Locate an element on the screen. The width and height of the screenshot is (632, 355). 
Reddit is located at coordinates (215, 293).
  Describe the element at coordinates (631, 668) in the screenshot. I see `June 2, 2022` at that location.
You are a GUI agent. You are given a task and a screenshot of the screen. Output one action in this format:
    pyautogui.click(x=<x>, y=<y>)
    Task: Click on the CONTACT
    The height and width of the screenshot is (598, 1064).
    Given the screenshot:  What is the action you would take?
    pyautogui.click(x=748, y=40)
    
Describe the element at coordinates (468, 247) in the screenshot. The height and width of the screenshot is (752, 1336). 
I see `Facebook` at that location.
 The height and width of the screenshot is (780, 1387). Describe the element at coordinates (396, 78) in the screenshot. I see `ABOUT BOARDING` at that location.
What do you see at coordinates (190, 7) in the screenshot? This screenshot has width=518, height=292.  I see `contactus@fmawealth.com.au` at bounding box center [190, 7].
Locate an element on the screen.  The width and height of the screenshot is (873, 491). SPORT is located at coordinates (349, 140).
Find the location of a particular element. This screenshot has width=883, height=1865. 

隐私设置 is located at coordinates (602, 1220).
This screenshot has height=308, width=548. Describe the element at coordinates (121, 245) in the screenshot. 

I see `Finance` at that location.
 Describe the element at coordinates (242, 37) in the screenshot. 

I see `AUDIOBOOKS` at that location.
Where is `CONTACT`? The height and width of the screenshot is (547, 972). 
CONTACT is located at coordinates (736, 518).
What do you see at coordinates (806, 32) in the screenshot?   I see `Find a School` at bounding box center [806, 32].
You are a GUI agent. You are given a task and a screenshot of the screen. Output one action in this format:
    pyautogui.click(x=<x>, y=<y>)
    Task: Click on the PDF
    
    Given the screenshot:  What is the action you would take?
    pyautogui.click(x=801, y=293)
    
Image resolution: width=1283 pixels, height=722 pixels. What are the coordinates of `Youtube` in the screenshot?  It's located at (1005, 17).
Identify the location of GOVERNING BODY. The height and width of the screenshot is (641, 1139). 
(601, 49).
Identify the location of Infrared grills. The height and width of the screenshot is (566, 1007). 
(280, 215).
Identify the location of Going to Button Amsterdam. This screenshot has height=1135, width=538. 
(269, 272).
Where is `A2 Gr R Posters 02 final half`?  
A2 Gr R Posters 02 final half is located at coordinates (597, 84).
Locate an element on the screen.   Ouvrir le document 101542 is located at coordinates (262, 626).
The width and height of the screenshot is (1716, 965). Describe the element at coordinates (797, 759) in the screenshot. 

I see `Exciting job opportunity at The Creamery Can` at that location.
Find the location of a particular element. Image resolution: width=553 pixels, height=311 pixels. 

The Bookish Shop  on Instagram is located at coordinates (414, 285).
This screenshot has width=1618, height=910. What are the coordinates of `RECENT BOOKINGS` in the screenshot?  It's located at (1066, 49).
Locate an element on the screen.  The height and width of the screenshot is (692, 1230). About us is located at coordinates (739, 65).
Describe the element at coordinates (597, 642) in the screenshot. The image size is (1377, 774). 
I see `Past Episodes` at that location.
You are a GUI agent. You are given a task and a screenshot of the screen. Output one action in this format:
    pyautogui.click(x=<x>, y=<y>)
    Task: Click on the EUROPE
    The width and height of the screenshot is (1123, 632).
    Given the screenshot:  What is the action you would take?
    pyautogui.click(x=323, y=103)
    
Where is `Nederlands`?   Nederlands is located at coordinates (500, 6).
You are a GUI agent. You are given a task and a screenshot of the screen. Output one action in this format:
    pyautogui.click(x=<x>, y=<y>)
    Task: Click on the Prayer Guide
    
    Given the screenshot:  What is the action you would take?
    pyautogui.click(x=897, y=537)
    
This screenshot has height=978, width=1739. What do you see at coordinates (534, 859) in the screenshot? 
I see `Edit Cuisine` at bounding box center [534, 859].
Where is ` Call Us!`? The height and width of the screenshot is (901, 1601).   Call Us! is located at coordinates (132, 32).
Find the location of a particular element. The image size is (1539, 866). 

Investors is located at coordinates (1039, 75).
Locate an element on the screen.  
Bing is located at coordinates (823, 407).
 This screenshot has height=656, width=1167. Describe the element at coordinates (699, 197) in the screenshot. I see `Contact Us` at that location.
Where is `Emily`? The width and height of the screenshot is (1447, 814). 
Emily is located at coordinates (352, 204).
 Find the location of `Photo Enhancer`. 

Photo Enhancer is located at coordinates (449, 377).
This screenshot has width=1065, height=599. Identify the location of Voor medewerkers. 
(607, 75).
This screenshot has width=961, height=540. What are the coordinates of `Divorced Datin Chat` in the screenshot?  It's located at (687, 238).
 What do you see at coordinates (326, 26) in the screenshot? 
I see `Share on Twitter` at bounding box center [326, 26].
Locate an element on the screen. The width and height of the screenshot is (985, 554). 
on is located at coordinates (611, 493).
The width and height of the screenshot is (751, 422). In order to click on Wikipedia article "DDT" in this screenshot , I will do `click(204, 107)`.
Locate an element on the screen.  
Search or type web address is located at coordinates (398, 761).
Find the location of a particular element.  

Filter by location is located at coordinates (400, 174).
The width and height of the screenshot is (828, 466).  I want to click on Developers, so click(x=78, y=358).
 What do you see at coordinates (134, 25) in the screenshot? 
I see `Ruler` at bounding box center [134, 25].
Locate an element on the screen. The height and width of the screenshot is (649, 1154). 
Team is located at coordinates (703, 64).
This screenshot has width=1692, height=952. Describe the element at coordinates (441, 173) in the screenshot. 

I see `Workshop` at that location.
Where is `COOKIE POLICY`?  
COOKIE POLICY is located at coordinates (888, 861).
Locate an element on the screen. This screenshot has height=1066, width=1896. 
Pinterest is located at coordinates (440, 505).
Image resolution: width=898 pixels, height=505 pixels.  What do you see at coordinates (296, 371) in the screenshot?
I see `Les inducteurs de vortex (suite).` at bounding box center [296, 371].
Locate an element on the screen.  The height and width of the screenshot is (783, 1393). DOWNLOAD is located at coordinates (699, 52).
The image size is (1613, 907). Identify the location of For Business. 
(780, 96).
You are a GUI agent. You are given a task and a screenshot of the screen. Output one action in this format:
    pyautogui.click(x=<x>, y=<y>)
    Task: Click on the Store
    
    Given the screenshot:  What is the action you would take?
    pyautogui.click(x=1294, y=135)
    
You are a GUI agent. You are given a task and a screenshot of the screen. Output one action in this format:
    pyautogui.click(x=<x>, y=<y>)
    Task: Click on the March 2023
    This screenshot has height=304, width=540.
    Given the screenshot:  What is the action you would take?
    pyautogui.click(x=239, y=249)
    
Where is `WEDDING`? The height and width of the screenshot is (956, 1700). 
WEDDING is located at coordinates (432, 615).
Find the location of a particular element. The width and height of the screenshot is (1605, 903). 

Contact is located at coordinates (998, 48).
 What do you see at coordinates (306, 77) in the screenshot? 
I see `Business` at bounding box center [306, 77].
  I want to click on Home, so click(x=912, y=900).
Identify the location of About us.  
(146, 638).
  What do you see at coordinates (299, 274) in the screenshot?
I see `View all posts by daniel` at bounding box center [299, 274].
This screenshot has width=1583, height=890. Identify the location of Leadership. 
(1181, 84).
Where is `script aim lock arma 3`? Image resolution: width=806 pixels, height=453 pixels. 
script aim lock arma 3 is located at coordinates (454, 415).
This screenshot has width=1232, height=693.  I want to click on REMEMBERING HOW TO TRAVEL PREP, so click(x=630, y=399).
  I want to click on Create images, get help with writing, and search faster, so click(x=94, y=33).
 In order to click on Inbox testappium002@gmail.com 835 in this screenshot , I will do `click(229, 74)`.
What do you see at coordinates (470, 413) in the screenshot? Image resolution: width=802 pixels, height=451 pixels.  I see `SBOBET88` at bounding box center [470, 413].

Task item
The response should reproduce every entry above exactly.

Answer below
Locate an element on the screen. The width and height of the screenshot is (632, 355). 
Reddit is located at coordinates (215, 293).
  Describe the element at coordinates (631, 668) in the screenshot. I see `June 2, 2022` at that location.
You are a GUI agent. You are given a task and a screenshot of the screen. Output one action in this format:
    pyautogui.click(x=<x>, y=<y>)
    Task: Click on the CONTACT
    The height and width of the screenshot is (598, 1064).
    Given the screenshot:  What is the action you would take?
    pyautogui.click(x=748, y=40)
    
Describe the element at coordinates (468, 247) in the screenshot. The height and width of the screenshot is (752, 1336). 
I see `Facebook` at that location.
 The height and width of the screenshot is (780, 1387). Describe the element at coordinates (396, 78) in the screenshot. I see `ABOUT BOARDING` at that location.
What do you see at coordinates (190, 7) in the screenshot? This screenshot has width=518, height=292.  I see `contactus@fmawealth.com.au` at bounding box center [190, 7].
Locate an element on the screen.  The width and height of the screenshot is (873, 491). SPORT is located at coordinates (349, 140).
Find the location of a particular element. This screenshot has width=883, height=1865. 

隐私设置 is located at coordinates (602, 1220).
This screenshot has height=308, width=548. Describe the element at coordinates (121, 245) in the screenshot. 

I see `Finance` at that location.
 Describe the element at coordinates (242, 37) in the screenshot. 

I see `AUDIOBOOKS` at that location.
Where is `CONTACT`? The height and width of the screenshot is (547, 972). 
CONTACT is located at coordinates (736, 518).
What do you see at coordinates (806, 32) in the screenshot?   I see `Find a School` at bounding box center [806, 32].
You are a GUI agent. You are given a task and a screenshot of the screen. Output one action in this format:
    pyautogui.click(x=<x>, y=<y>)
    Task: Click on the PDF
    
    Given the screenshot:  What is the action you would take?
    pyautogui.click(x=801, y=293)
    
Image resolution: width=1283 pixels, height=722 pixels. What are the coordinates of `Youtube` in the screenshot?  It's located at (1005, 17).
Identify the location of GOVERNING BODY. The height and width of the screenshot is (641, 1139). 
(601, 49).
Identify the location of Infrared grills. The height and width of the screenshot is (566, 1007). 
(280, 215).
Identify the location of Going to Button Amsterdam. This screenshot has height=1135, width=538. 
(269, 272).
Where is `A2 Gr R Posters 02 final half`?  
A2 Gr R Posters 02 final half is located at coordinates (597, 84).
Locate an element on the screen.   Ouvrir le document 101542 is located at coordinates (262, 626).
The width and height of the screenshot is (1716, 965). Describe the element at coordinates (797, 759) in the screenshot. 

I see `Exciting job opportunity at The Creamery Can` at that location.
Find the location of a particular element. Image resolution: width=553 pixels, height=311 pixels. 

The Bookish Shop  on Instagram is located at coordinates (414, 285).
This screenshot has width=1618, height=910. What are the coordinates of `RECENT BOOKINGS` in the screenshot?  It's located at (1066, 49).
Locate an element on the screen.  The height and width of the screenshot is (692, 1230). About us is located at coordinates (739, 65).
Describe the element at coordinates (597, 642) in the screenshot. The image size is (1377, 774). 
I see `Past Episodes` at that location.
You are a GUI agent. You are given a task and a screenshot of the screen. Output one action in this format:
    pyautogui.click(x=<x>, y=<y>)
    Task: Click on the EUROPE
    The width and height of the screenshot is (1123, 632).
    Given the screenshot:  What is the action you would take?
    pyautogui.click(x=323, y=103)
    
Where is `Nederlands`?   Nederlands is located at coordinates (500, 6).
You are a GUI agent. You are given a task and a screenshot of the screen. Output one action in this format:
    pyautogui.click(x=<x>, y=<y>)
    Task: Click on the Prayer Guide
    
    Given the screenshot:  What is the action you would take?
    pyautogui.click(x=897, y=537)
    
This screenshot has height=978, width=1739. What do you see at coordinates (534, 859) in the screenshot? 
I see `Edit Cuisine` at bounding box center [534, 859].
Where is ` Call Us!`? The height and width of the screenshot is (901, 1601).   Call Us! is located at coordinates (132, 32).
Find the location of a particular element. The image size is (1539, 866). 

Investors is located at coordinates (1039, 75).
Locate an element on the screen.  
Bing is located at coordinates (823, 407).
 This screenshot has height=656, width=1167. Describe the element at coordinates (699, 197) in the screenshot. I see `Contact Us` at that location.
Where is `Emily`? The width and height of the screenshot is (1447, 814). 
Emily is located at coordinates (352, 204).
 Find the location of `Photo Enhancer`. 

Photo Enhancer is located at coordinates (449, 377).
This screenshot has width=1065, height=599. Identify the location of Voor medewerkers. 
(607, 75).
This screenshot has width=961, height=540. What are the coordinates of `Divorced Datin Chat` in the screenshot?  It's located at (687, 238).
 What do you see at coordinates (326, 26) in the screenshot? 
I see `Share on Twitter` at bounding box center [326, 26].
Locate an element on the screen. The width and height of the screenshot is (985, 554). 
on is located at coordinates (611, 493).
The width and height of the screenshot is (751, 422). In order to click on Wikipedia article "DDT" in this screenshot , I will do `click(204, 107)`.
Locate an element on the screen.  
Search or type web address is located at coordinates (398, 761).
Find the location of a particular element.  

Filter by location is located at coordinates (400, 174).
The width and height of the screenshot is (828, 466).  I want to click on Developers, so click(x=78, y=358).
 What do you see at coordinates (134, 25) in the screenshot? 
I see `Ruler` at bounding box center [134, 25].
Locate an element on the screen. The height and width of the screenshot is (649, 1154). 
Team is located at coordinates (703, 64).
This screenshot has width=1692, height=952. Describe the element at coordinates (441, 173) in the screenshot. 

I see `Workshop` at that location.
Where is `COOKIE POLICY`?  
COOKIE POLICY is located at coordinates (888, 861).
Locate an element on the screen. This screenshot has height=1066, width=1896. 
Pinterest is located at coordinates (440, 505).
Image resolution: width=898 pixels, height=505 pixels.  What do you see at coordinates (296, 371) in the screenshot?
I see `Les inducteurs de vortex (suite).` at bounding box center [296, 371].
Locate an element on the screen.  The height and width of the screenshot is (783, 1393). DOWNLOAD is located at coordinates (699, 52).
The image size is (1613, 907). Identify the location of For Business. 
(780, 96).
You are a GUI agent. You are given a task and a screenshot of the screen. Output one action in this format:
    pyautogui.click(x=<x>, y=<y>)
    Task: Click on the Store
    
    Given the screenshot:  What is the action you would take?
    pyautogui.click(x=1294, y=135)
    
You are a GUI agent. You are given a task and a screenshot of the screen. Output one action in this format:
    pyautogui.click(x=<x>, y=<y>)
    Task: Click on the March 2023
    This screenshot has height=304, width=540.
    Given the screenshot:  What is the action you would take?
    pyautogui.click(x=239, y=249)
    
Where is `WEDDING`? The height and width of the screenshot is (956, 1700). 
WEDDING is located at coordinates (432, 615).
Find the location of a particular element. The width and height of the screenshot is (1605, 903). 

Contact is located at coordinates (998, 48).
 What do you see at coordinates (306, 77) in the screenshot? 
I see `Business` at bounding box center [306, 77].
  I want to click on Home, so click(x=912, y=900).
Identify the location of About us.  
(146, 638).
  What do you see at coordinates (299, 274) in the screenshot?
I see `View all posts by daniel` at bounding box center [299, 274].
This screenshot has width=1583, height=890. Identify the location of Leadership. 
(1181, 84).
Where is `script aim lock arma 3`? Image resolution: width=806 pixels, height=453 pixels. 
script aim lock arma 3 is located at coordinates (454, 415).
This screenshot has width=1232, height=693.  I want to click on REMEMBERING HOW TO TRAVEL PREP, so click(x=630, y=399).
  I want to click on Create images, get help with writing, and search faster, so click(x=94, y=33).
 In order to click on Inbox testappium002@gmail.com 835 in this screenshot , I will do `click(229, 74)`.
What do you see at coordinates (470, 413) in the screenshot? Image resolution: width=802 pixels, height=451 pixels.  I see `SBOBET88` at bounding box center [470, 413].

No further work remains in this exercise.